Many of the main facts pertaining to the structure and composition of blood may be easily demonstrated as follows:

1. Kill a frog with ether (note, p. 86); cut off its head, and collect on a piece of glass a drop of the blood which flows out. Spread out the drop so that it forms a thin layer. Hold the glass up against the light, and examine the blood with a hand lens magnifying four or five diameters. The corpuscles will be readily seen floating in the plasma.

2. Wind tightly a piece of twine around the last joint of a finger, then, taking a needle, prick the skin near the root of the nail. A large drop of blood will exude. Spread it out on a piece of glass and examine, as described above for frog's blood. The corpuscles will be seen floating in the blood liquid, but not so easily as in frog's blood, since those of man are considerably smaller.

3. If a compound microscope is available the form, size, and color of human and frog red blood-corpuscles can be demonstrated; also the tendency of the human to aggregate in rolls, and the color, form, size, and relative number of the colorless corpuscles. As any one possessing a compound microscope is sure to know how to mount a specimen of blood for examination with it, or, if not, to have at hand some treatise on the use of the microscope giving the necessary information, details need not be given here.]

4 Obtaining a large drop of human blood as above described (2) —note: a, that as it flows from the wound it is perfectly liquid; b, that it is red and very opaque; c, spread it out very thin on the glass; note that it then looks yellow when held over a sheet of white paper; d, mix a similar drop with a teaspoonful of water in a wine glass; note that the mixture is yellowish, or, if not, becomes so on further dilution.

5. Place another large drop of human blood, obtained as above indicated, on a clean glass plate. To prevent drying up cover by inverting over the drop a wine glass whose interior has been moistened with water. In four or five minutes remove the wine-glass and note that the blood drop has set into a firm jelly. Replace the moist wine glass, and in half an hour examine again. The blood will then have separated into a tiny red clot, lying in nearly colorless serum.

6. If a slaughter-house is accessible the clotting of blood may be still better illustrated. Provide two large wide-necked glass bottles and a bundle of twigs. When the butcher bleeds an animal collect in one bottle some blood, taking care that nothing else (contents of the stomach, for example, when the animal is bled, as is often done, by cutting off its head) gets mixed with it. Put this bottle aside until the blood clots, and carry it home with the least possible shaking. Next day the mass will exhibit a beautiful clot floating in serum. The latter will probably be tinted red, as the jolting in conveying the specimen from the slaughter-house shakes some of the corpuscles out of the clot into the serum.

7. In the other bottle collect blood and beat it vigorously with the twigs for three or four minutes. Next day this specimen will not have clotted, but on the twigs will be found a quantity of stringy elastic material (fibrin), which becomes pure white when thoroughly washed with water.

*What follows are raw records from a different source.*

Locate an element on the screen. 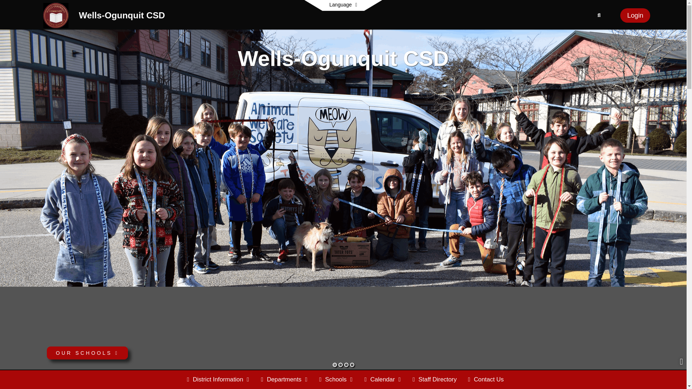 The height and width of the screenshot is (389, 692). Staff Directory is located at coordinates (434, 380).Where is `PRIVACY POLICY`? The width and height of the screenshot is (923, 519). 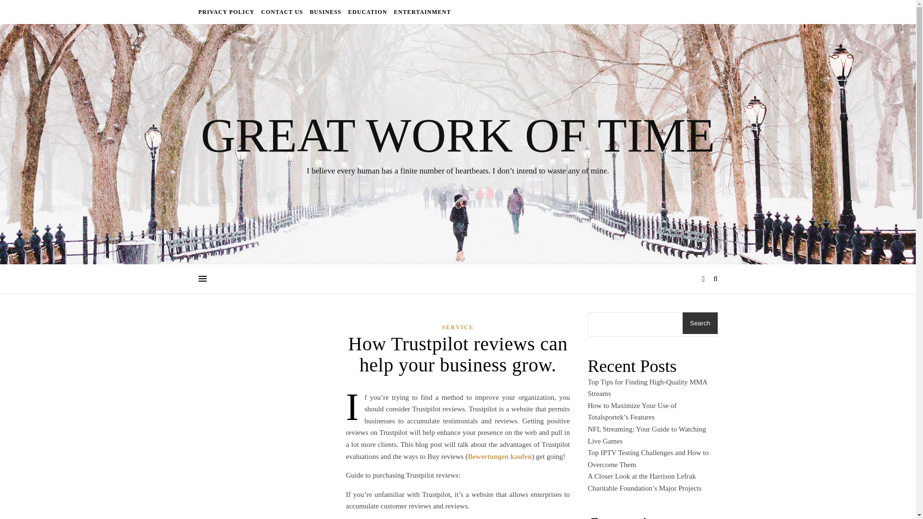
PRIVACY POLICY is located at coordinates (227, 12).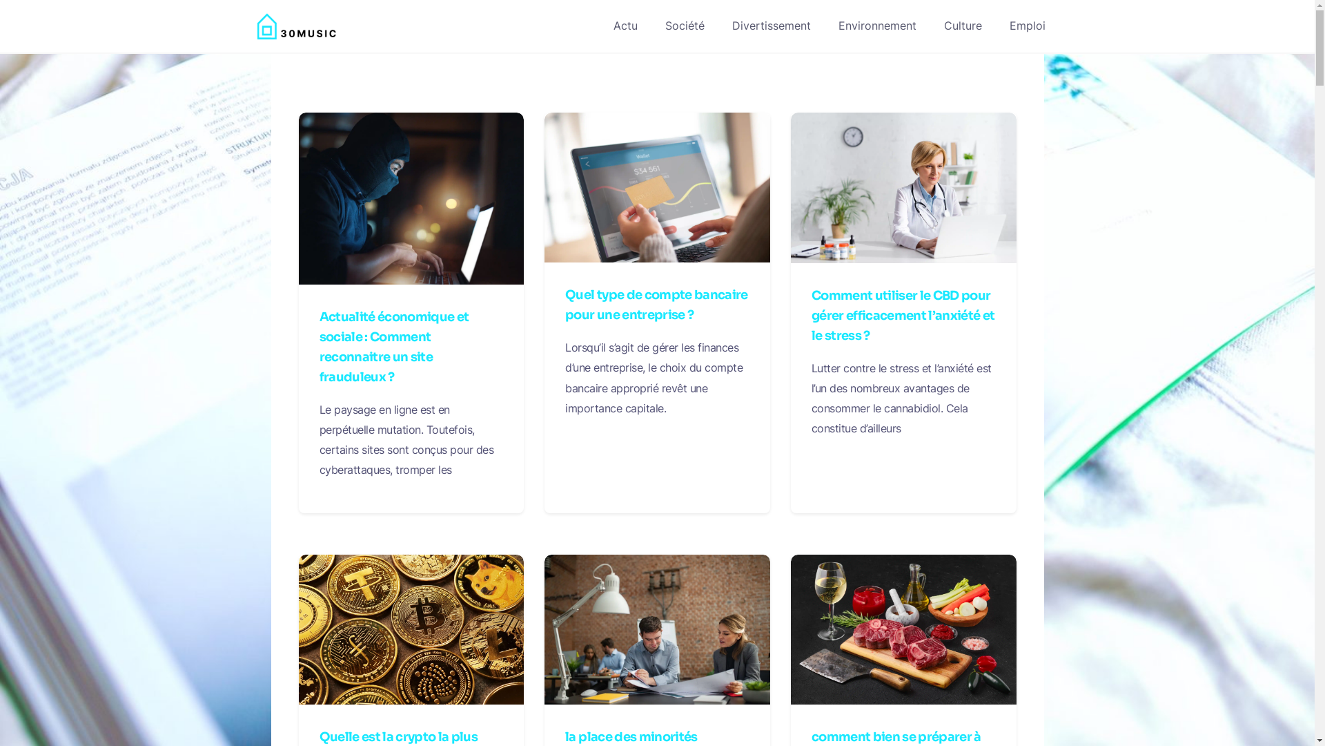  I want to click on Environnement, so click(878, 26).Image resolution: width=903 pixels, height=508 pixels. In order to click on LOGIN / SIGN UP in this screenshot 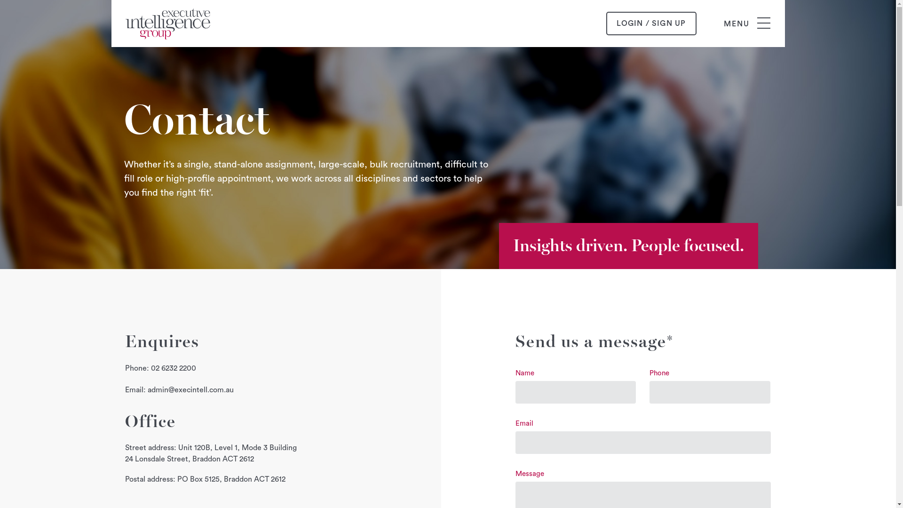, I will do `click(651, 24)`.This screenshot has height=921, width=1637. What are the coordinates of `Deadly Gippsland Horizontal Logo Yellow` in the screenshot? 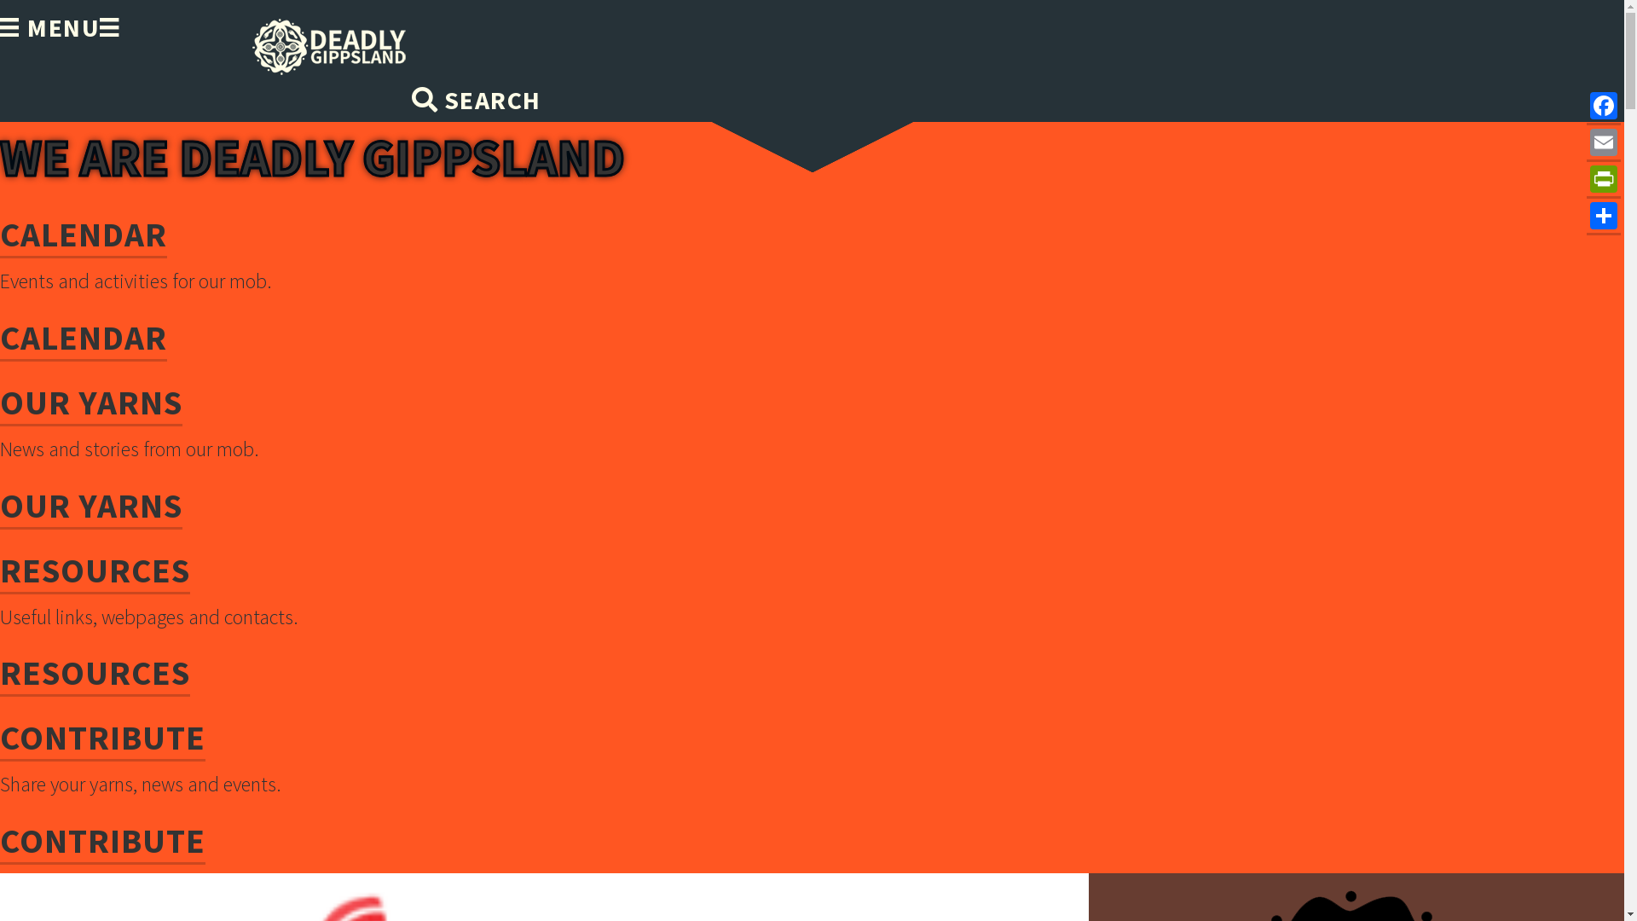 It's located at (330, 47).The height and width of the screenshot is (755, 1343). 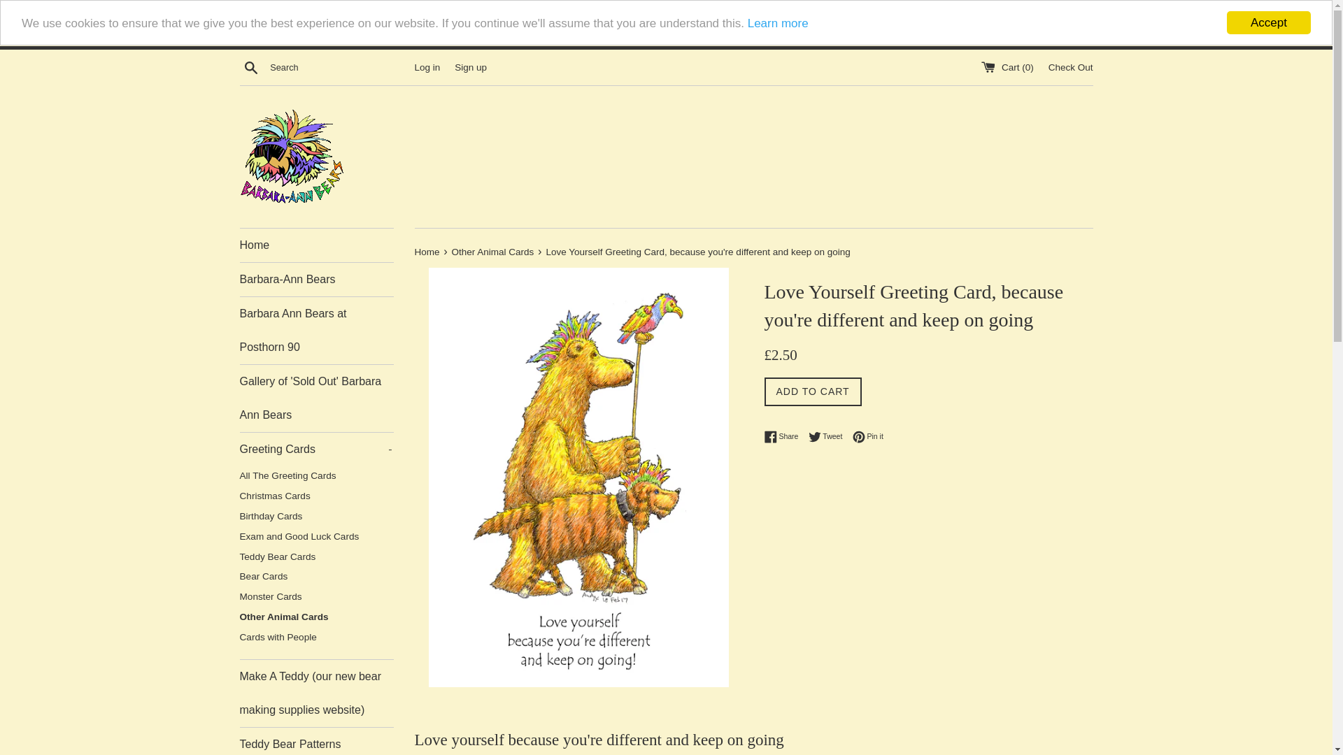 What do you see at coordinates (316, 497) in the screenshot?
I see `Christmas Cards` at bounding box center [316, 497].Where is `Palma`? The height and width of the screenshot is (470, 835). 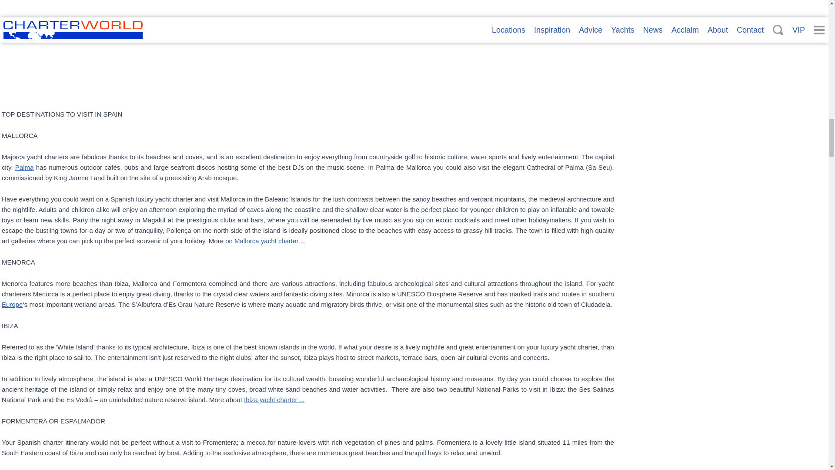
Palma is located at coordinates (24, 167).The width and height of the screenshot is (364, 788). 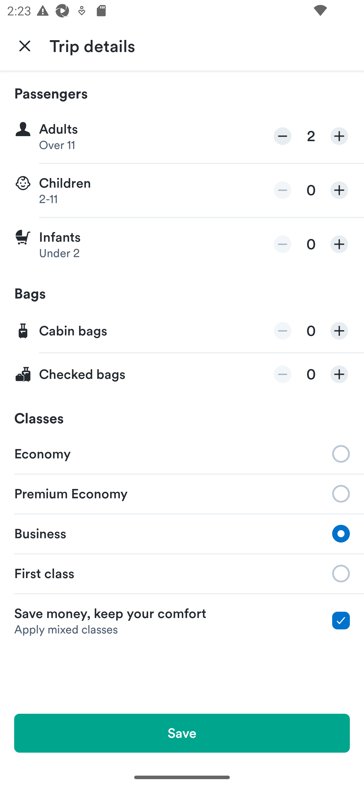 I want to click on Remove, so click(x=282, y=374).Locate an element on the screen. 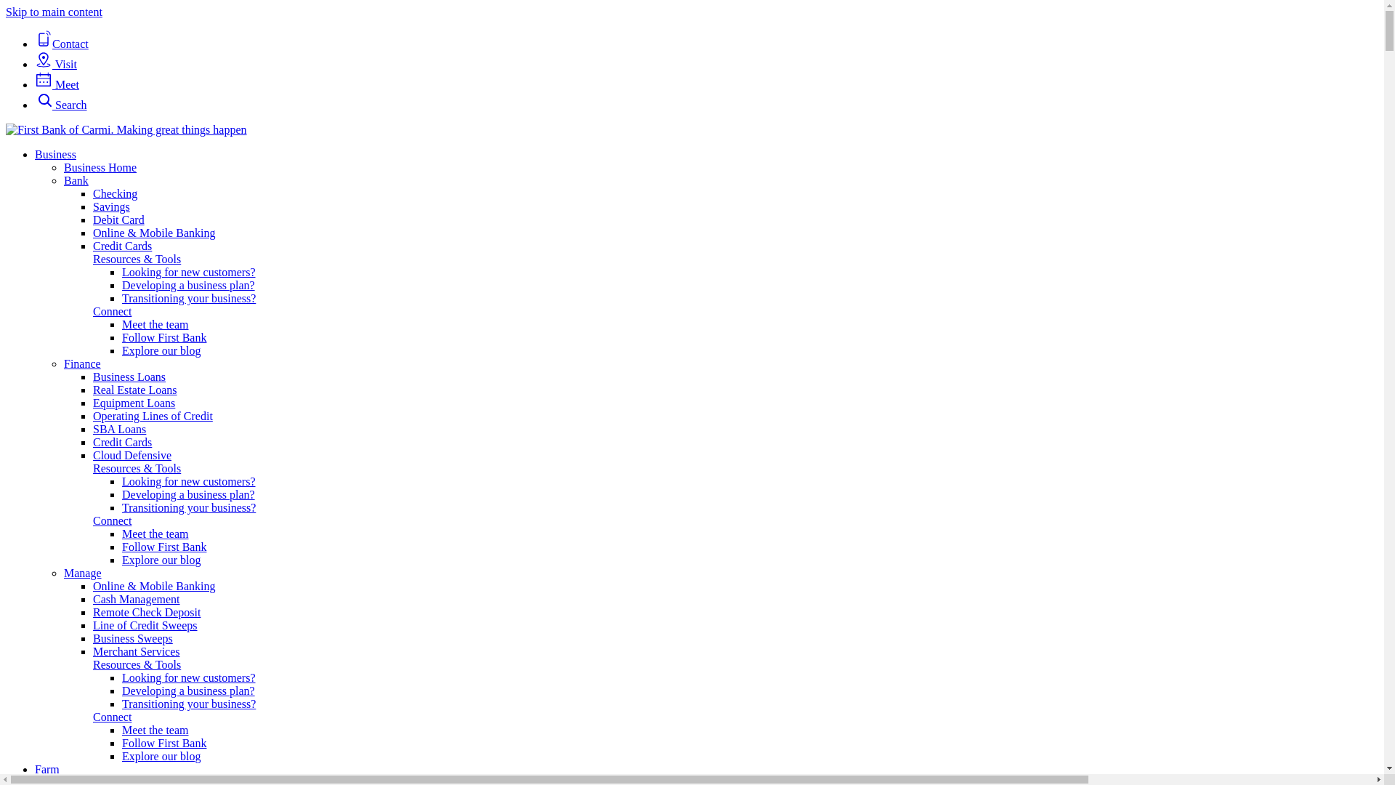 This screenshot has width=1395, height=785. Remote Check Deposit is located at coordinates (147, 612).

8. Take some of the serum from specimen 6. Point out that it does not coagulate spontaneously. Heat it in a test tube over a spirit lamp; the albumen will be coagulated and the whole will become solid.

9. Place a small quantity of whipped blood (7) on a piece of platinum foil. Heat over a spirit lamp. After the drop dries it blackens, showing that it contains much organic matter. As the heating is continued this is burnt away, and a white ash, consisting of the mineral constituents of the blood, is left.